Just in case it’s useful to someone else, I’ll give some detail as to how I solve my problem as it seems to be an unusual case, it’s not brilliant but it works.
It’s not actually a normal physics engine I’m playing with, it’s a haptic rendering engine for which I’ve used Bullet successfully for a few years but have always limited the simulation to well behaved convex decompositions of surfaces and purely convex haptic cursors.
Recently I moved to triangle meshes for deformable surfaces and found the problem above. First I tried, as the post Erwin gave suggests, just setting contact normals to face normals, but that’s unfortunately no good for haptics as you get very obvious discontinuities when you suddenly change from one face to another which aren’t flat.
My work around is helped by the fact that I’m only interested in convex cursor Vs triangle mesh. When I intercept the contact manifold, I check the face normals and contact point to see what I’ve hit. If the contact is on a vertex or edge and that vert/edge is non-convex I assume it is not possible/very unlikely I’ve actually hit a join as it shouldn’t be possible for a rounded edge to hit a non-convex join (though an acute edge/vert could, this is something I still need to sort out). So in this case it is valid to set the contact normal to the face and recomputed the penetration depth for this contact.
On the other hand, if the join is convex it is not valid to just set to the face normal so I store this contact and carry on checking all the other contacts.

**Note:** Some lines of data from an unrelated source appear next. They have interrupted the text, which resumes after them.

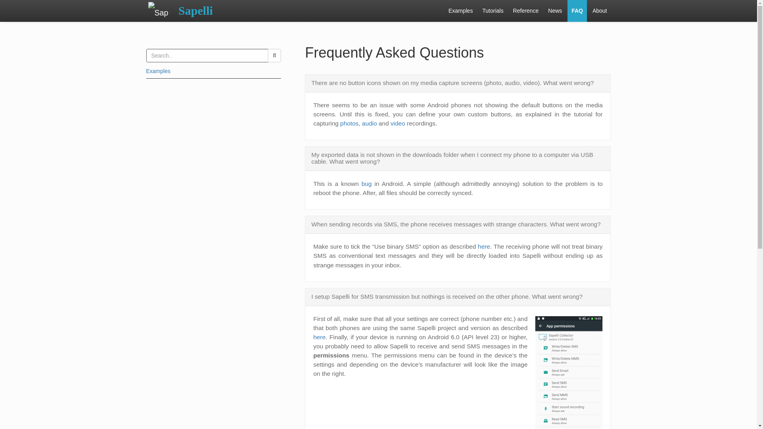  Describe the element at coordinates (554, 11) in the screenshot. I see `News` at that location.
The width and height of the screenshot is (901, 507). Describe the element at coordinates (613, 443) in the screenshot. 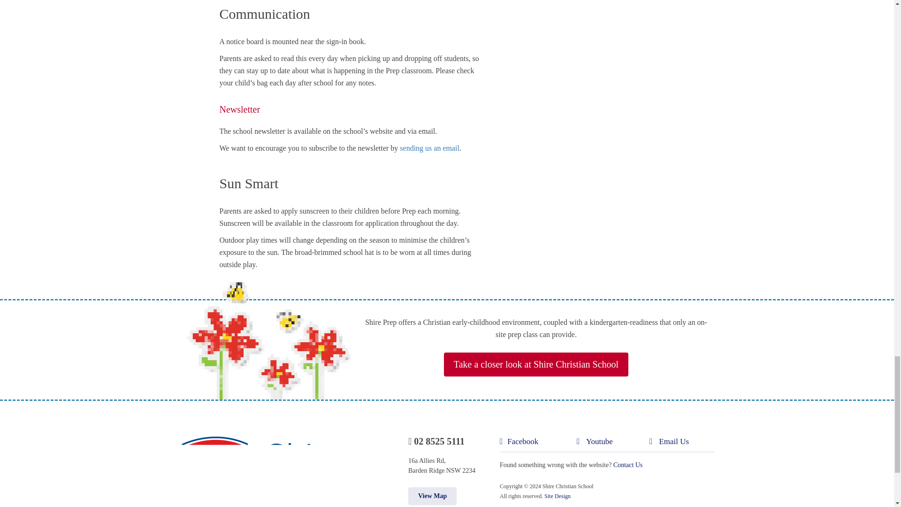

I see `Youtube` at that location.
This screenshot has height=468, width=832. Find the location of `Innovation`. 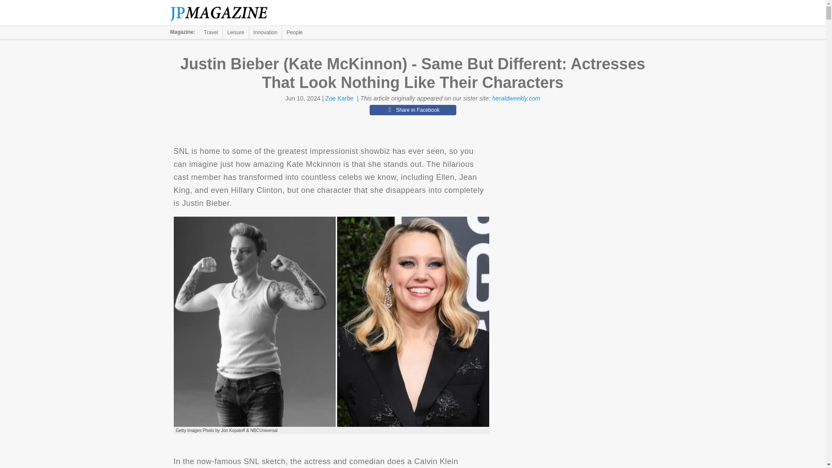

Innovation is located at coordinates (265, 32).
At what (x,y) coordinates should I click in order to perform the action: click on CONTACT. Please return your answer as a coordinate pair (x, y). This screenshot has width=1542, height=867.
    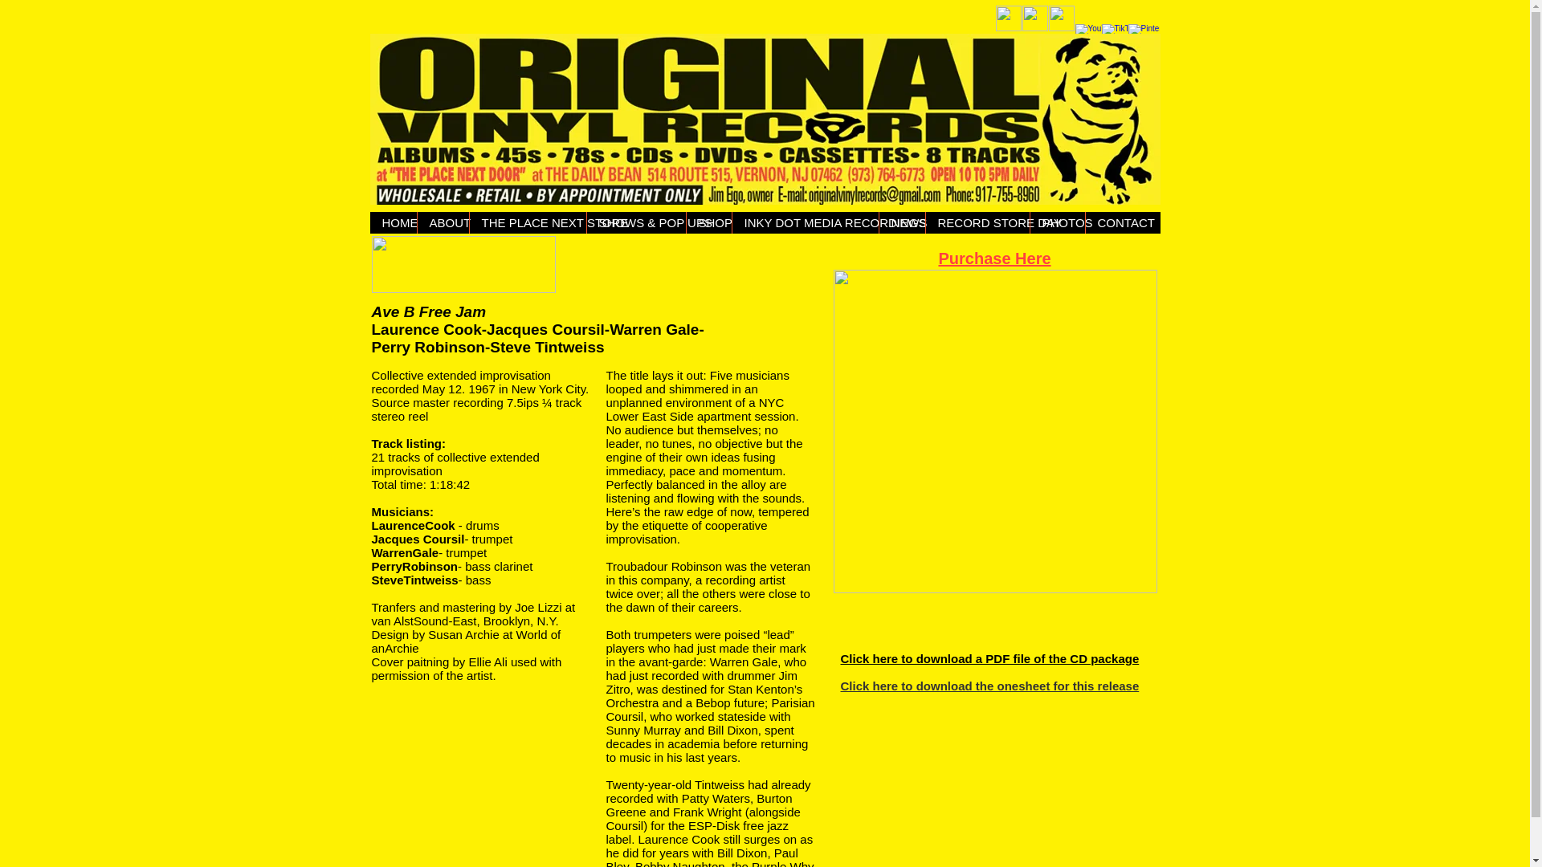
    Looking at the image, I should click on (1115, 222).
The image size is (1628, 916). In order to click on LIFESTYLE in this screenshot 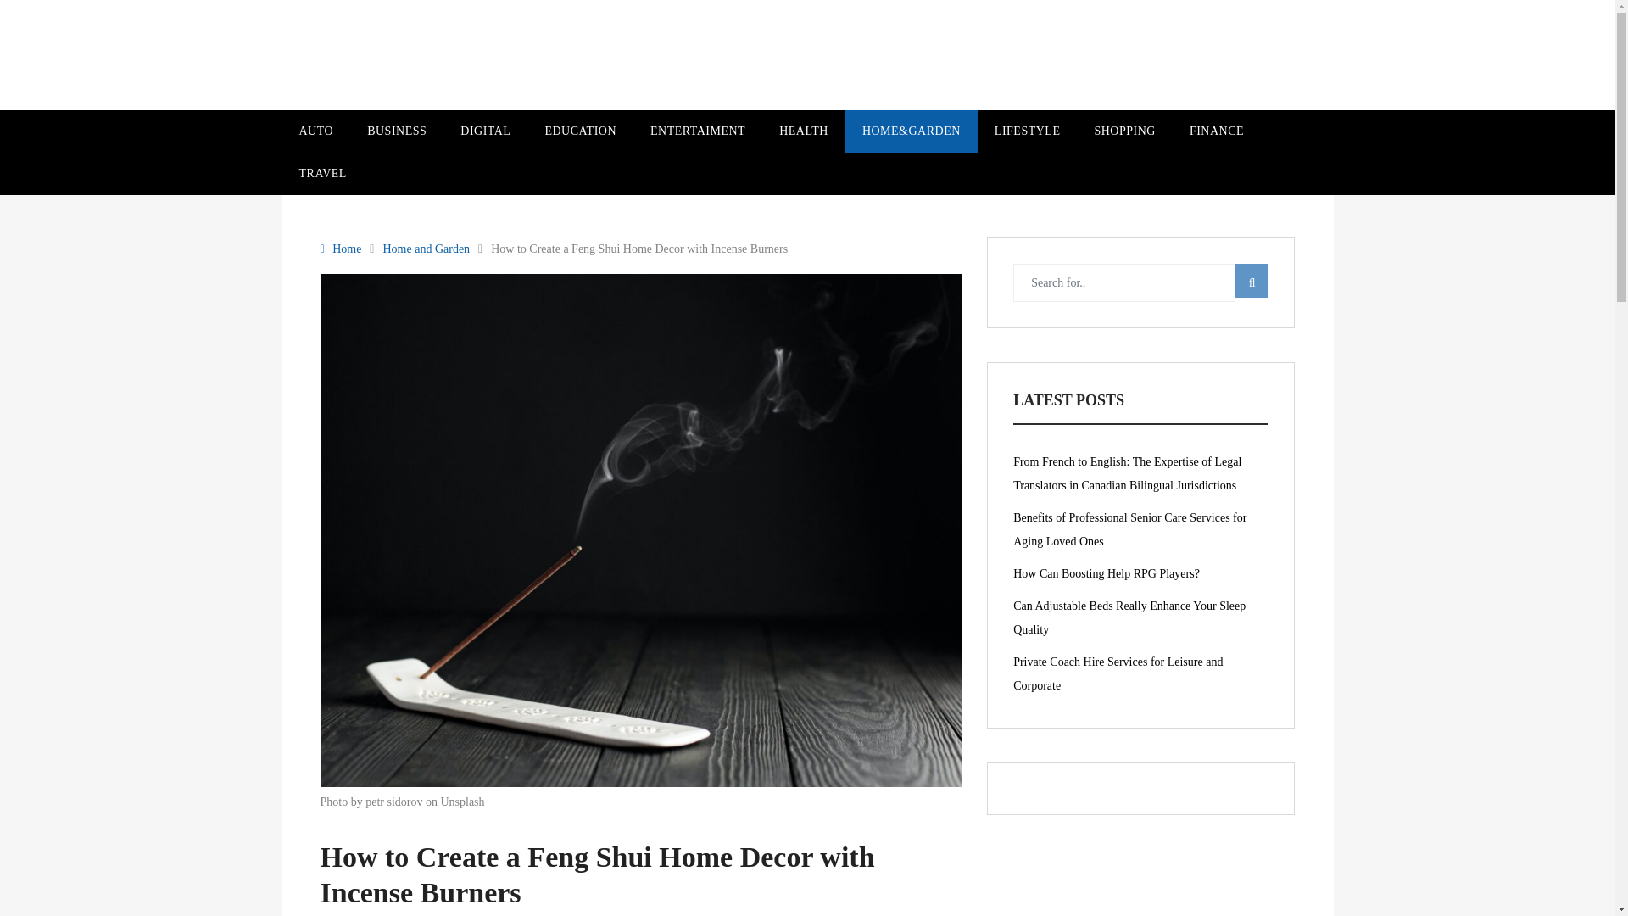, I will do `click(1027, 131)`.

At the end I group any duplicate contacts, usually a pair of edge contacts or a number sharing the same vertex and group them together. Then I take all the triangles that are attached to a convex join, make a temporary shape out of them and do a convex-convex test to get a single valid normal and pen depth, a sort of convex decomposition on the fly. Then I send all my contacts off to the rendering engine to do its thing.
I’d be very interested if anyone has any useful insights.

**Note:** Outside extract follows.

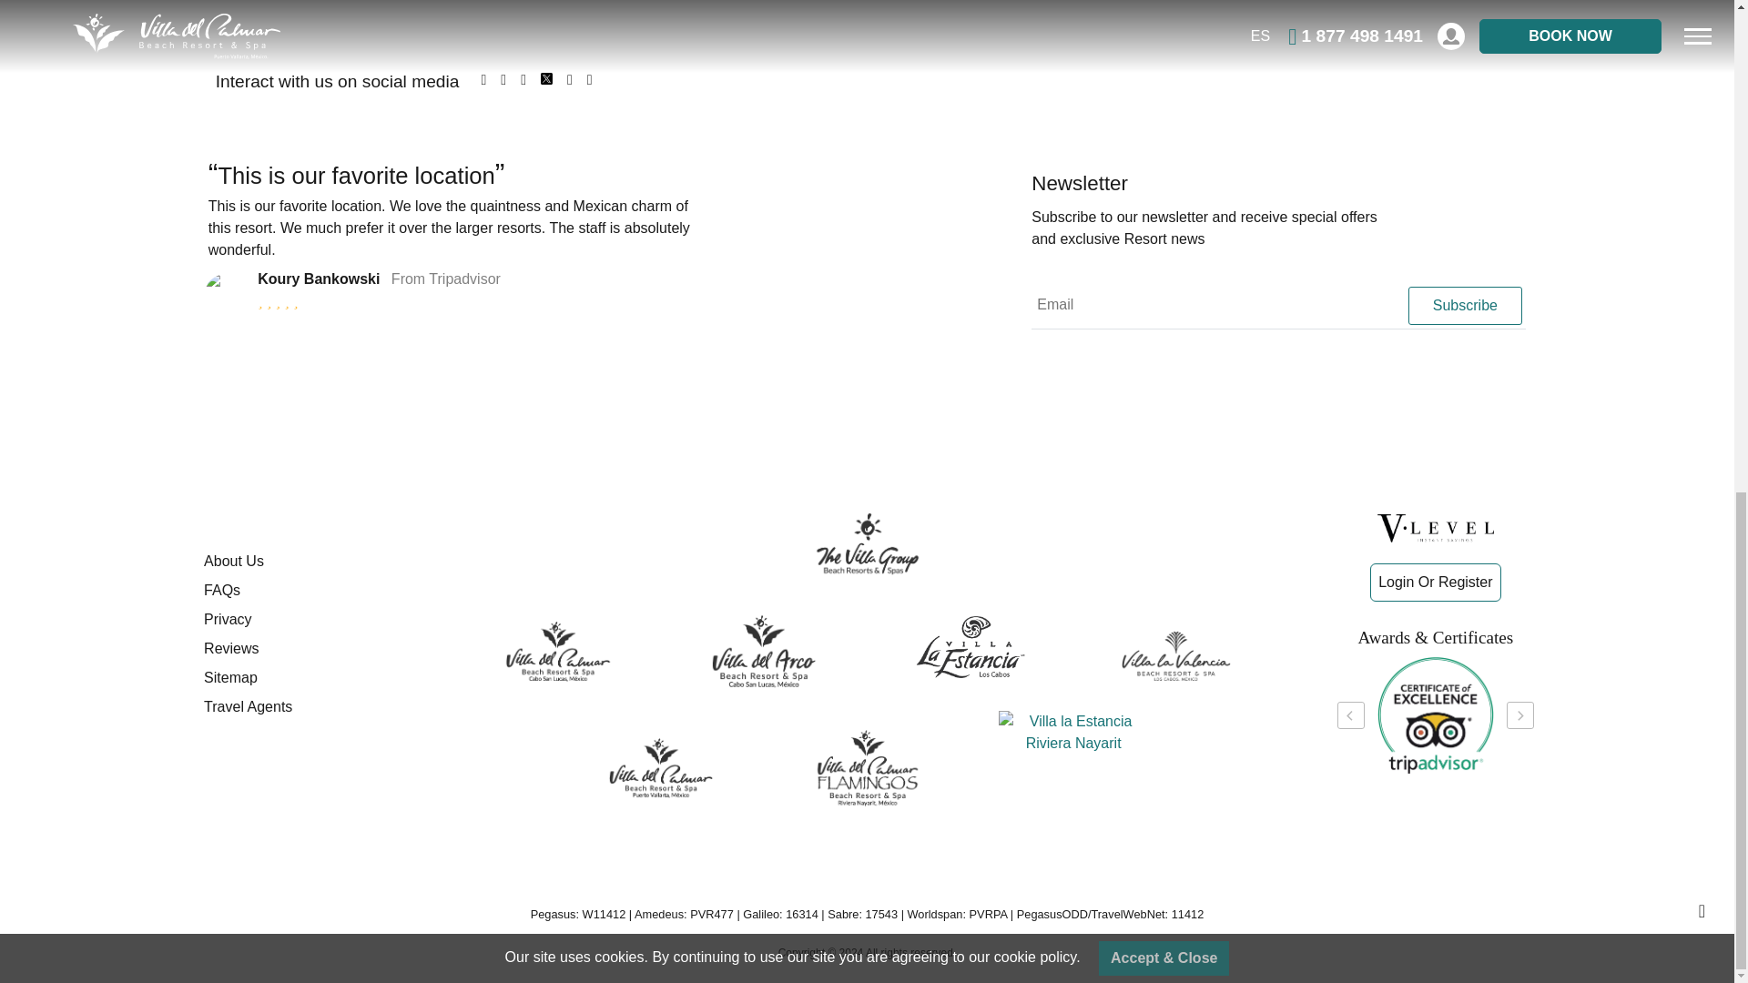 The image size is (1748, 983). Describe the element at coordinates (313, 648) in the screenshot. I see `Reviews` at that location.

Thanks again for your replies,
Ally
My main concern was that there is a better/faster way to do what I’m doing but it looks as if that’s not the case, simply at least.
Just in case it’s useful to someone else, I’ll give some detail as to how I solve my problem as it seems to be an unusual case, it’s not brilliant but it works.
It’s not actually a normal physics engine I’m playing with, it’s a haptic rendering engine for which I’ve used Bullet successfully for a few years but have always limited the simulation to well behaved convex decompositions of surfaces and purely convex haptic cursors.
Recently I moved to triangle meshes for deformable surfaces and found the problem above. First I tried, as the post Erwin gave suggests, just setting contact normals to face normals, but that’s unfortunately no good for haptics as you get very obvious discontinuities when you suddenly change from one face to another which aren’t flat.
My work around is helped by the fact that I’m only interested in convex cursor Vs triangle mesh. When I intercept the contact manifold, I check the face normals and contact point to see what I’ve hit. If the contact is on a vertex or edge and that vert/edge is non-convex I assume it is not possible/very unlikely I’ve actually hit a join as it shouldn’t be possible for a rounded edge to hit a non-convex join (though an acute edge/vert could, this is something I still need to sort out). So in this case it is valid to set the contact normal to the face and recomputed the penetration depth for this contact.
On the other hand, if the join is convex it is not valid to just set to the face normal so I store this contact and carry on checking all the other contacts. At the end I group any duplicate contacts, usually a pair of edge contacts or a number sharing the same vertex and group them together. Then I take all the triangles that are attached to a convex join, make a temporary shape out of them and do a convex-convex test to get a single valid normal and pen depth, a sort of convex decomposition on the fly. Then I send all my contacts off to the rendering engine to do its thing.
I’d be very interested if anyone has any useful insights.